A new report has revealed how legacy tools, data silos and leadership gaps are stalling the progress of implementing AI in product development workflows.
The 2025 State of Engineering AI report, published by SimScale in partnership with Global Surveyz, surveyed 300 senior engineering leaders from enterprises with over 1,000 employees across the US, UK and Germany, across six core industries: industrial machinery, automotive, electronics, life sciences, energy, and AEC.
The report is one of the first clear benchmarks of AI readiness in the engineering sector – highlighting the cultural, process, and technology barriers that remain in place despite soaring expectations.
In the report, 93% of the engineering leaders interviewed expect AI to deliver productivity gains, with 30% anticipating very high gains. But just 3% report achieving that level of impact today.
55% cite siloed data and 42% cite legacy desktop CAE tools as major blockers of advancement.
Organisations using cloud-native simulation tools are reported to be three-times more likely to have mature AI programs and six-times more likely to have clean, centralised data necessary critical for scaling AI. They are also twice as confident in achieving AI goals within the next 12 months.
A leadership misalignment is labelled as slowing progress, with 42% of CTOs suggesting resistance to AI adoption within their organisation’s technical teams, while engineer team leaders themselves report resistance just 29% of the time, suggesting technical teams are more open, ready, and motivated to adopt AI than leadership assumes.
“Engineering leaders see the potential of AI, but knowing isn’t doing,” said Simscale CEO David Heiny. “The challenge is no longer about believing in AI’s promise, but about overcoming the very real systemic blockers that stop teams from scaling it successfully.”

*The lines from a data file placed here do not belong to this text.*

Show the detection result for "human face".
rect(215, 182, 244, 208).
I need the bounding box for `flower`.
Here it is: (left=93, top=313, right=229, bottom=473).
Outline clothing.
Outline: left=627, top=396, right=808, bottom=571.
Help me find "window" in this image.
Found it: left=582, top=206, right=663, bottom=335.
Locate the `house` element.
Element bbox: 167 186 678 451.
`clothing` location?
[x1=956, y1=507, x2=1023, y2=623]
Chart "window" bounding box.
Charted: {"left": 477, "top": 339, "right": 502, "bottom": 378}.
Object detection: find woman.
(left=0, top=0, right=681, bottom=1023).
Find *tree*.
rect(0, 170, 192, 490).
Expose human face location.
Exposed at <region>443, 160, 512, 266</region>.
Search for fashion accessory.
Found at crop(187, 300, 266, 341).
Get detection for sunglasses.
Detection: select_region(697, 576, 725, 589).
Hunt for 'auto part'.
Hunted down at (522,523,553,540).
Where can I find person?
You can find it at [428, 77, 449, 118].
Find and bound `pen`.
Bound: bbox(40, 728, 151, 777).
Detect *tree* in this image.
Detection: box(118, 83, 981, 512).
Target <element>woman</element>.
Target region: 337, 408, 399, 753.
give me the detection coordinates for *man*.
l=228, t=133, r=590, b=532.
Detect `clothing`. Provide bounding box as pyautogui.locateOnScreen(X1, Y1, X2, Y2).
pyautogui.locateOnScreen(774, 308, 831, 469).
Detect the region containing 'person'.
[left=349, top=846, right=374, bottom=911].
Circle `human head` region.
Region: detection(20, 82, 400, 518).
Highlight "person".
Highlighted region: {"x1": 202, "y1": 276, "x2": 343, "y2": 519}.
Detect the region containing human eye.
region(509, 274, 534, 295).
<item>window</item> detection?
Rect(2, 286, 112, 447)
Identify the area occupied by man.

The ‘3% Club’ attaining benefits from AI in their workflows today offer the following trends – building and integrating AI agents directly into live workflows, not as bolt-on tools, but as embedded decision-makers at setup, evaluation, and optimisation stages. Virtual prototypes are tested in low-risk settings, but move quickly to real-world, in-the-loop deployment.
By treating data and models as infrastructure – logging and versioning everything in a set, clear fashion – they allow AI to be scaled, trusted, and portable across their tools and processes.
Jon Wilde, VP of product at SimScale concluded that forward thinking teams are proving AI can deliver significant changes in innovation and performance. “The execution gap for others is not technical feasibility – it’s architectural and organisational readiness.
“Now it’s about helping those companies make that leap with confidence before the gap becomes too wide to close.”